The years were kind.
Jin-Woo's limp faded to a memory. Kafka's son, named Reno after a friend he'd never forget, grew tall and strong, with his father's kind heart and none of his Kaiju-related baggage. Kikoru and Mina, together, built a world of unprecedented peace and stability. Their strange, four-person family was the quiet, steady center of a healing world.
Jin-Woo found a simple, profound joy in the finite. He learned carpentry, building furniture with the same patient focus he had once used to command legions. He learned to cook, not just pancakes, but a thousand different dishes, each one an exploration of a world he finally had time to taste. He learned to love, not with the epic, soul-crushing weight of a Monarch, but with the gentle, daily acts of a partner, a friend, a father figure. He was happy.
One night, on the tenth anniversary of the Day of Light, they sat on the porch, watching a meteor shower paint fleeting, silver streaks across the velvet sky. Kafka was asleep in a chair, snoring softly. Mina and Kikoru were leaning against each other, their quiet companionship a testament to the years. Jin-Woo was just watching the stars, a content, peaceful man.
He felt a sudden, sharp warmth on the back of his hand.
He looked down. A small, intricate mark, like a tattoo made of embers, was glowing on his skin. It was a circle with a flame at its center. He hadn't seen it in a decade.
The Monarchess's sigil.
His blood ran cold. He quickly stood up, making a quiet excuse about getting a blanket, and walked to the edge of the garden, away from the others. He held up his hand, his heart pounding with a forgotten, primal rhythm.
[Hello, my cold, quiet King,] her voice purred in his mind, not a shout, but a whisper across a vast, cosmic distance. [Happy anniversary.]
What do you want? he projected back, his mental voice rusty, but firm.
A soft, sultry laugh was his only reply for a moment. [Oh, nothing. I am merely… checking in. I see you found your splinters. You seem to enjoy them.]
This world is under my protection, he warned, a phantom echo of his old authority in his thoughts. It has found its peace.
[I know,] she said, and her tone shifted. The playful seduction was gone, replaced by something… softer. Something he had never heard from her before. [I have been watching. From a distance. I saw you close the book. I saw you tell the Storyteller 'no.' Of all the magnificent things I have seen you do, that was the most impressive.]
He was stunned into silence.
[I told you that you would freeze alone,] she continued, her voice a low murmur. [I am… glad I was wrong. It seems even a goddess of flame can be mistaken.]
Why are you contacting me? he asked again, his suspicion warring with a strange, unexpected sense of closure.
[A gift,] she said. [A final one. For the king who chose to be a man. Consider it a wedding present for the marriage between you and your quiet, little life.]
The mark on his hand glowed brighter. It wasn't a summons. It wasn't a brand. It felt… different. Warm. Protective.
[The universe is a large, hungry place, Sung Jin-Woo,] she explained. [The Gardener, as you now know it, can protect your story. But there are things that exist outside the library. Things that do not read, but only devour. The ones who ate my world. The ones the Architects fled from.]
A cold dread trickled down Jin-Woo's spine. The true enemy. The one she had hinted at a decade ago.
[I am leaving this galaxy,] she said, a note of weariness in her voice. [The hunt is long, and I am the last of my kind. But I leave a spark of my flame with you. This mark. It is a ward. An alarm. It will lie dormant, forever, I hope. But if they ever come here… if the true, story-eating Void ever casts its shadow upon your quiet, little world… this mark will burn. It will not give you the power to fight them. But it will give you one thing.]
What? he asked.
[Time,] she whispered. [Time enough to gather your family. Time enough to say goodbye. It is the one gift a god can give that is worth having.]
The mark on his hand faded, the warmth receding, leaving only his unmarked, mortal skin behind.
[Live well, Sung Jin-Woo,] her voice whispered, now faint, distant, a dying star. [Live a quiet, happy, and blessedly boring final chapter. You, of all beings, have earned it.]
And then she was gone.
Jin-Woo stood in the darkness, staring at his hand, at the empty sky. He had not been given a new weapon or a new burden. He had been given a final, profound act of grace from the most unlikely of sources. A promise that his quiet morning would be protected, not just from the whims of a storyteller, but from the hunger of the void itself.
He took a deep breath, the cool night air filling his lungs. He could still feel the phantom warmth on his hand, a silent, eternal vigil kept by a lonely goddess of flame, somewhere in the endless dark.
He was not alone. And his peace was real.
He turned and walked back to the porch, back to the light, back to his family. Mina looked up at him, a questioning look in her eyes.
He simply smiled, took her hand, and sat down.
"The meteors are beautiful tonight," he said, his voice quiet and content.
And together, they watched the stars fall.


> **What the task asks**:
Give back each line of the material that contains the word "matter".

↓↓↓

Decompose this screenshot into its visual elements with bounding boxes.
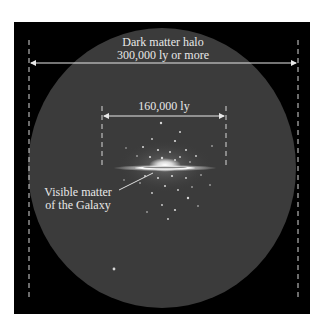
visible-matter-label-line1: Visible matter [44,185,112,199]
star-cluster [161,204,163,206]
star-cluster [209,184,211,186]
star-cluster [174,209,176,211]
star-cluster [169,151,171,153]
diagram: Dark matter halo 300,000 ly or more 160,… [0,0,325,336]
star-cluster [187,197,189,199]
star-cluster [177,189,179,191]
star-cluster [174,140,176,142]
star-cluster [146,211,148,213]
star-cluster [151,192,153,194]
halo-label-line2: 300,000 ly or more [117,48,209,62]
star-cluster [185,177,187,179]
star-cluster [113,268,116,271]
star-cluster [161,157,163,159]
star-cluster [142,146,144,148]
star-cluster [160,122,162,124]
star-cluster [179,156,181,158]
star-cluster [136,155,138,157]
star-cluster [157,149,159,151]
star-cluster [125,147,126,148]
star-cluster [151,138,153,140]
star-cluster [195,155,197,157]
star-cluster [171,175,173,177]
disk-label: 160,000 ly [138,99,189,113]
star-cluster [197,205,199,207]
star-cluster [149,156,151,158]
star-cluster [200,174,202,176]
star-cluster [167,218,169,220]
visible-matter-label-line2: of the Galaxy [45,198,110,212]
halo-label-line1: Dark matter halo [122,35,203,49]
star-cluster [174,159,176,161]
galaxy-bulge [149,158,181,172]
galaxy-dust-lane [143,167,187,169]
star-cluster [179,131,181,133]
star-cluster [157,177,159,179]
star-cluster [185,149,187,151]
star-cluster [191,186,193,188]
star-cluster [211,145,213,147]
star-cluster [123,179,124,180]
star-cluster [189,161,191,163]
star-cluster [139,182,141,184]
star-cluster [164,185,166,187]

↑↑↑

> **Answer area**:
visible-matter-label-line1: Visible matter [44,185,112,199]
diagram: Dark matter halo 300,000 ly or more 160,… [0,0,325,336]
visible-matter-label-line2: of the Galaxy [45,198,110,212]
halo-label-line1: Dark matter halo [122,35,203,49]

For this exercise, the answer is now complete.